AVX512 indicates whether the compiler was able to vectorize the loop with AVX512, and ~SSE means it could be partial vectorization with SSE.Now let's also look at a different ISA, this time the RISC-V Vector extension:
* P670 2xVLEN O3 ffast-math:
AOS: gcc: 17445 clang: 3357 RVV
SOA: gcc: 3355 RVV clang: 3334 RVV
float3: gcc: 17445 clang: 17449
float4: gcc: 25668 RVV128 clang: 17470 RVV128
vec4: gcc: 45091 RVV128 clang: 23111 RVV128
floats3: gcc: 3333 RVV clang: 17446
This time the llvm-mca model for the SiFive-P670 was used, but I pretended it has 256-bit vectors instead of 128-bit ones, as the vector length is transparent to the codegen and this amplifies the effect I'd like to show.
RVV means it could be fully vectorized, while RVV128 is similar to ~SSE and means it could only partially take advantage of the lower 128-bit of the vector registers.So if you are using such vector types to do computations in loops you are likely to end up preventing your compiler from optimizing it for modern hardware. In general writing simple SOA scalar code seems to vectorize best, as long as you make sure the compiler isn't confused by aliasing. But even the plain old AOS scalar code can be vectorized by modern clang, but not by gcc, and sadly also not the float3/float4 implementations, which should be very similar. Modern ISAs like NEON/SVE/RVV have more complex vector load/stores that allow you to retrieve data more efficiently even from a traditionally bad data layout like AOS. You can dress up the SOA code to make it a bit nicer, unfortunately my attempt with floats3 currently only works properly with gcc.
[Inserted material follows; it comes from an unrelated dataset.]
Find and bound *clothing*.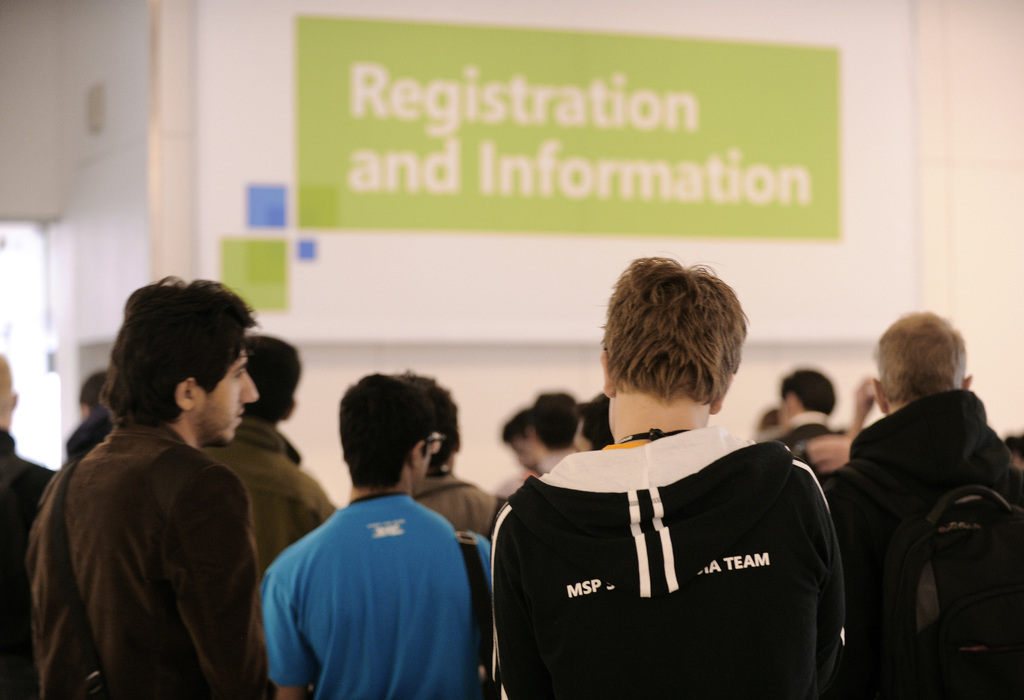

Below are the results when compiling without -ffast-math:
* Zen5 O3:
AOS: gcc: 11819 ~SSE clang: 10788 ~SSE
SOA: gcc: 4146 AVX512 clang: 13734 AVX512
float3: 11826 ~SSE clang: 11499 ~SSE
float4: gcc: 8662 ~SSE clang: 11810 ~SSE
vec4: gcc: 8575 ~SSE clang: 7451 ~SSE
floats3: gcc: 4148 AVX512 clang: 14367 ~SSE
* P670 2xVLEN O3: AOS: gcc: 17464 RVV64 clang: 6122 RVV
SOA: gcc: 7140 RVV clang: 6118 RVV
float3: gcc: 17445 clang: 17464 RVV64
float4: gcc: 25665 RVV128 clang: 19184 RVV128
vec4: gcc: 17463 RVV128 clang: 56868 RVV128
floats3: gcc: 7140 RVV clang: 17444
Weirdly clang seems to be struggling with the SOA here, and overall vec4 looks like the best performance tradeoff for X86.
Still with proper SOA, and I bet you could coax clang into generating it as well, you can still get a 2x performance improvement.
Additionally, vec4 performs horribly with current compilers for VLA SIMD ISAs.I'll try to experiment with some real world code, if I can find some that is bottle-necked by such types.
[0] https://benchmarksgame-team.pages.debian.net/benchmarksgame/...
Yes, I don't think anyone using them is depending on autovectorization.
What was/is not pretty is adding some generics so the same code can work with f32 and f64. I did manage to get something that works but it's so ugly that I didn't want to release it. I'm sure it could be improved but what I got works well enough and I haven't needed to touch it in a few years.
std::simd is quite pleasant to work with and most importantly it allows a zero cost fallback to CPU specific intrinsics when needed.
let mut d = a.dot(b);
d.normalize();
I think I found a bug in your readme. Dot product should return a scalar. I don't know Rust at all, but I've never met any languages that had a normalize method for scalars.Why not use #[rustfmt::skip]?